The Dangers of the TikTok Trend Cyclone

Graphic by Hallie Paige Meyer

What is it with TikTok’s obsession with pressuring us into a new aesthetic every week?

Yes, the internet’s inuence on trends has been real for years. Every horric trend in middle school (looking at you, mustaches) has come from the claws of cyberspace, no matter the era. But as the years go on, TikTok runs faster and faster, and it’s become impossible to keep up.

Listen, we know that forming your identity can be fucking impossible, and that having a set of guidelines (or at least a couple of specic search terms to use on Pinterest) can make it a lot easier. It’s no secret that the internet is a popular resource for self-discovery. And there’s nothing inherently wrong with that, but it can get weird.

TikTok moves much faster than say Tumblr did, and though it’s true that almost all trends have their rises and falls (and thank god for some of those falls), the cycle has been running at warp speed. Everyone’s social media attention spans are about the length of the speed of light, so aesthetics that TikTok promotes are eeting fast. At least one new niche trend arises per week. You’ve seen them: the 90s Seattle grunge girls, the picnic fairy white-laced fairy girls, and the infamous y2k Paris Hilton pink bubblegum girls, just to name a few. Consequently, the goal has shifted from nding yourself and where you t, to simply keeping up with 2022’s ridiculous trend cyclone. (Get it? Cyclone instead of cycle? Because it’s moving so fast? Haha... anyway...)

These aesthetics demand a lot, and it all starts with a new wardrobe. The extreme specicity promotes overconsumption and wastefulness: if you t perfectly into one aesthetic, chances are that you’ll be the opposite next week. Soon, you’re throwing out last week’s $100 Shein haul just to make room for the next one.

These trends also value having very specic pieces, leaving no room for individual interpretation.*Cough* swirly green House of Sunny dress *cough*. It’s terrible for the environment and often promotes unethical working conditions.

These niche aesthetics have a habit of crossing a dangerous line: what was once limited to clothes soon inches into the territory of hair, face and body shapes. You’re expected to change everything about yourself, even the things that you literally cannot change.

What was supposed to help you nd yourself has locked you in an identity crisis, wondering what you can do to t into a silly little box, no matter how much money you spend online shopping. It’s exhausting.

But it’s also unnecessary..

Find pieces that you love, not ones that you think everyone else will. Do the things you enjoy, even if they might not t perfectly into that box TikTok wants you to pack yourself into. Don’t sacrice your own well-being just because you want to look like micro-inuencers on your ForYou Page. Chances are, even they can’t keep up with it all.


▸ **AIM OF THE EXERCISE**
Reproduce exactly the lines that run from the start of the records below to the line with "Image is 868x423 pixels.", inclusive.

══ INPUT RECORDS

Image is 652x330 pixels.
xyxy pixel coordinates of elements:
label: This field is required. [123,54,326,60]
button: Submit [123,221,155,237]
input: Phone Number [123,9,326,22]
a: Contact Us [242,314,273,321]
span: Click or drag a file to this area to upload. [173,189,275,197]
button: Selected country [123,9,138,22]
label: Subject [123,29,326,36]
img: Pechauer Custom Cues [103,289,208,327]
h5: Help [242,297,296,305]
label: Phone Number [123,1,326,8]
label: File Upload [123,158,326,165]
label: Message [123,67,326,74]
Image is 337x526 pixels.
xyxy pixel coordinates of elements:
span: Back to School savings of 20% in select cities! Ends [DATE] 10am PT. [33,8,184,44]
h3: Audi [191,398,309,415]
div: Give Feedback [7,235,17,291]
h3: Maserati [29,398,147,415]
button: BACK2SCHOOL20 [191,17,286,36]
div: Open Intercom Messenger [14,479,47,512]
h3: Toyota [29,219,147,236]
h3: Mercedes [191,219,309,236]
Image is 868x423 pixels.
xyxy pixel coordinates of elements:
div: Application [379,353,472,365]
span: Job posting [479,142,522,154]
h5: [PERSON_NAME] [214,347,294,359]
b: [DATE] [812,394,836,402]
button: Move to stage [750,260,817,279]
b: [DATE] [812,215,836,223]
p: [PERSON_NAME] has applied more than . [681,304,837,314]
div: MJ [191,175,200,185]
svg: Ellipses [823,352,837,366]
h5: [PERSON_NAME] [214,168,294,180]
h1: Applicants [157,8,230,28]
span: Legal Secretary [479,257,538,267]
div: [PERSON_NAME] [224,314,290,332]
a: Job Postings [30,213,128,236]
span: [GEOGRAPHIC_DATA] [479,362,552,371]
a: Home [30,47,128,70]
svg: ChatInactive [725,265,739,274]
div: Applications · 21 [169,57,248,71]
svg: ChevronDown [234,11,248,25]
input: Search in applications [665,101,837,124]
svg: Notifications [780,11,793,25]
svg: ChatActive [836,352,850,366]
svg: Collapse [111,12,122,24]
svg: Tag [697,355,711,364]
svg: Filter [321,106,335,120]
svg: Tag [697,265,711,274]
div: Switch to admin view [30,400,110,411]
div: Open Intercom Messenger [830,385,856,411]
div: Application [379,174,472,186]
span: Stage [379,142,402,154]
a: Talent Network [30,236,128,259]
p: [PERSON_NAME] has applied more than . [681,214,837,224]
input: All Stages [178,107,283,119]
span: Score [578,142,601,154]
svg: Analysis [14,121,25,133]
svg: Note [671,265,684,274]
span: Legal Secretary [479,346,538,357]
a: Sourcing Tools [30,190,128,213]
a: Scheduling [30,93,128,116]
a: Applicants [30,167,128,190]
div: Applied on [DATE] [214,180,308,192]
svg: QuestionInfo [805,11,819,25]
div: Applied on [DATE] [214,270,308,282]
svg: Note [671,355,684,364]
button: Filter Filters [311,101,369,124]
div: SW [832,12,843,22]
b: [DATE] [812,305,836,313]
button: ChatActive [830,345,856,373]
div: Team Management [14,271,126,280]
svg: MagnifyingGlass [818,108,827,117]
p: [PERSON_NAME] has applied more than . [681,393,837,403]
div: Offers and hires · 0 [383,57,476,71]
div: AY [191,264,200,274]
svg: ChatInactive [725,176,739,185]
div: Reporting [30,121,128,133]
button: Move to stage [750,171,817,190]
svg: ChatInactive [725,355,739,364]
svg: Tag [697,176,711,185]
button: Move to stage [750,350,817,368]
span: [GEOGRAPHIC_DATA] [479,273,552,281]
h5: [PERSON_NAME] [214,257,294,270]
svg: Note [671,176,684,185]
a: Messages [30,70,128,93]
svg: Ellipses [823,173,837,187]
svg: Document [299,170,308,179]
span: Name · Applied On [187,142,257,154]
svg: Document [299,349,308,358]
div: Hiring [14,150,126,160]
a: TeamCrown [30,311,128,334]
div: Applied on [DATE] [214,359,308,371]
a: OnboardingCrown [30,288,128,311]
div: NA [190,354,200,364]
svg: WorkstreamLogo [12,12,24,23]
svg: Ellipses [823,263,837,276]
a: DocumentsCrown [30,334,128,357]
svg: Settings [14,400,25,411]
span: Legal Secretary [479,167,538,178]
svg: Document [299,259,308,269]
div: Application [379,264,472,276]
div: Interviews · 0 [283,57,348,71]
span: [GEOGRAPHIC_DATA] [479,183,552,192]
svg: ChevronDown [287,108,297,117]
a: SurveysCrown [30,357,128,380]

════

▸ **RESULT OF THE EXERCISE**
Image is 652x330 pixels.
xyxy pixel coordinates of elements:
label: This field is required. [123,54,326,60]
button: Submit [123,221,155,237]
input: Phone Number [123,9,326,22]
a: Contact Us [242,314,273,321]
span: Click or drag a file to this area to upload. [173,189,275,197]
button: Selected country [123,9,138,22]
label: Subject [123,29,326,36]
img: Pechauer Custom Cues [103,289,208,327]
h5: Help [242,297,296,305]
label: Phone Number [123,1,326,8]
label: File Upload [123,158,326,165]
label: Message [123,67,326,74]
Image is 337x526 pixels.
xyxy pixel coordinates of elements:
span: Back to School savings of 20% in select cities! Ends [DATE] 10am PT. [33,8,184,44]
h3: Audi [191,398,309,415]
div: Give Feedback [7,235,17,291]
h3: Maserati [29,398,147,415]
button: BACK2SCHOOL20 [191,17,286,36]
div: Open Intercom Messenger [14,479,47,512]
h3: Toyota [29,219,147,236]
h3: Mercedes [191,219,309,236]
Image is 868x423 pixels.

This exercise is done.